Many of us join a gym or health club only to cancel our membership just a few months later, after wasting a lot of money for little result.
Shelly Murphy, 29, had worked in the industry and felt that the high turnover of members displayed the presence of an unfulfilled need in the sector. So she decided to establish Royal Day Spa and Health Club, that would pursue a holistic approach to mental and physical well-being and take on members who love visiting her club.
“I started off my working life as a jeweller but I was working hard and not making much money and I needed to make more really,” says Murphy. “So I took a job at a health club and, realising that there was a gap in the market, I set up a consultancy.
“ I was going into startup companies doing their sales and marketing for them and boosting their membership. This developed into handling staffing and making their club a better place to be.”

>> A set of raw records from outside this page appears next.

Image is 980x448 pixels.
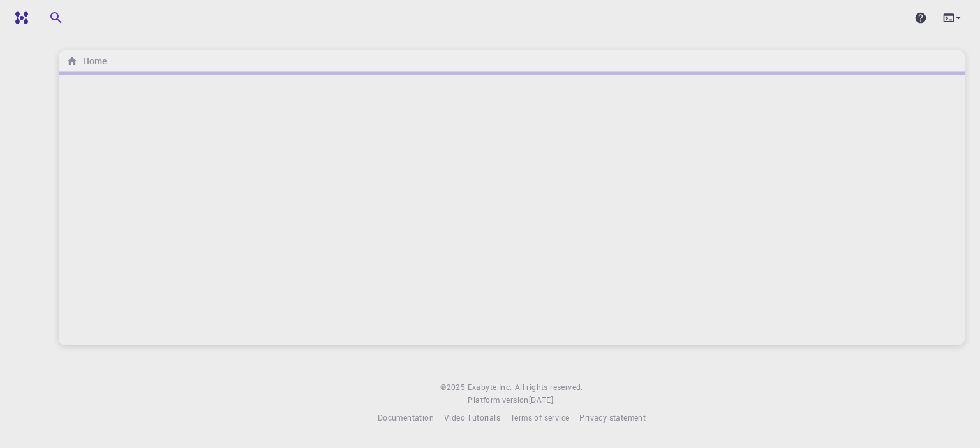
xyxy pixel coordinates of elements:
[468,394,528,407] span: Platform version
[529,394,556,407] a: [DATE].
[579,412,646,424] a: Privacy statement
[78,54,107,68] h6: Home
[515,381,583,394] span: All rights reserved.
[529,395,556,404] span: [DATE] .
[511,412,569,422] span: Terms of service
[468,381,512,394] a: Exabyte Inc.
[10,12,28,24] img: logo
[378,412,434,422] span: Documentation
[440,381,467,394] span: © 2025
[64,54,109,68] nav: breadcrumb
[444,412,500,424] a: Video Tutorials
[511,412,569,424] a: Terms of service
[444,412,500,422] span: Video Tutorials
[579,412,646,422] span: Privacy statement
[378,412,434,424] a: Documentation
[468,382,512,392] span: Exabyte Inc.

But Murphy soon found that it wasn’t enough to be running other people’s affairs for them and she longed for something of her own.

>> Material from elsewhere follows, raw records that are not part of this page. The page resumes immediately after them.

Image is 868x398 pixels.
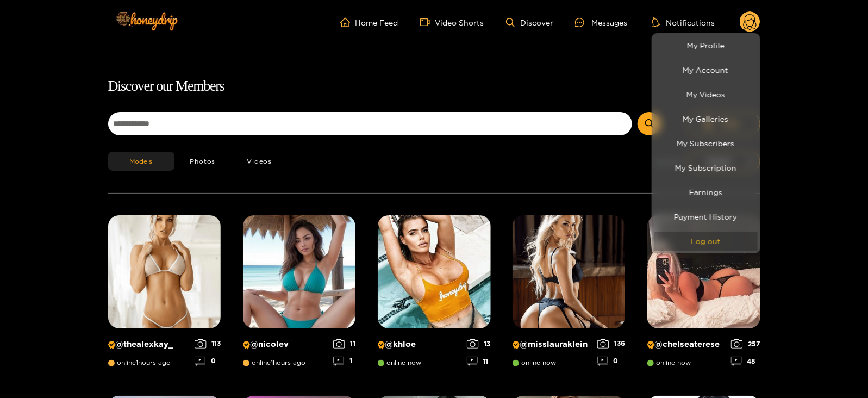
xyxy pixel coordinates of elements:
[654,231,758,251] button: Log out
[654,109,758,128] a: My Galleries
[654,61,758,79] a: My Account
[654,183,758,202] a: Earnings
[654,134,758,152] a: My Subscribers
[654,207,758,226] a: Payment History
[654,85,758,103] a: My Videos
[654,158,758,177] a: My Subscription
[654,36,758,55] a: My Profile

“I was away from home a lot and I wanted to start my own club up, however this took a lot longer then I expected.”
Murphy found two sites that were suitable, but just when she was on the brink of closing the deal they fell through.
Finally, she found her ideal building in Tunbridge Wells, which is connected to an apartment block and is now her venue. However, getting started was going to be an uphill battle.

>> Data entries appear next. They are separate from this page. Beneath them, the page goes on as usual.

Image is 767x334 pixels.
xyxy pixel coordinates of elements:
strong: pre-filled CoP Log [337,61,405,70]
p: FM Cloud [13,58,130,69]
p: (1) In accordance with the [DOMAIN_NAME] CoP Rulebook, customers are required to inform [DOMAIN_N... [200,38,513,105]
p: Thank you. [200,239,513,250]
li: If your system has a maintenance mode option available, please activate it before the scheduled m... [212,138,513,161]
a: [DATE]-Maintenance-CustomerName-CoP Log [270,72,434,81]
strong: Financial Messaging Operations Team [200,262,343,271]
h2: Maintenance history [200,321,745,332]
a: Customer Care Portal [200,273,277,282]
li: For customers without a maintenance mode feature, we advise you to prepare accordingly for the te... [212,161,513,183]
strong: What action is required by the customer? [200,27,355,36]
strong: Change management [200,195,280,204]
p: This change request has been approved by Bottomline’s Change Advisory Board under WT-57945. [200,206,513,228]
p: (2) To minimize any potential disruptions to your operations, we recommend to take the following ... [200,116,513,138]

Murphy had to endure two years of wrangling over deals, planning, building works and to top it all off she lost her business partner during that time too.
“It was a very frustrating time and I had to find some work to keep me going financially,” she says.
She lost her business partner after over a disagreement of how the business was to be run.
“We disagreed about the type of club we wanted to set up, he wanted a gym but I thought that a Spa was the way to go forward.”
Shelly wanted to break the mould of a traditional health club and make her business an exclusive top of the range centre for health and well-being. Her own family background had given her many of the ideas and themes for her club.
“Mum was a bit of a hippy,” she says. “So I was already very familiar with many of the concepts involved.”
But the subsequent loss of her partner had major implications for the funding of the business and she was now fifty percent short of investment. However, Murphy gritted her teeth and tackled the problem head on.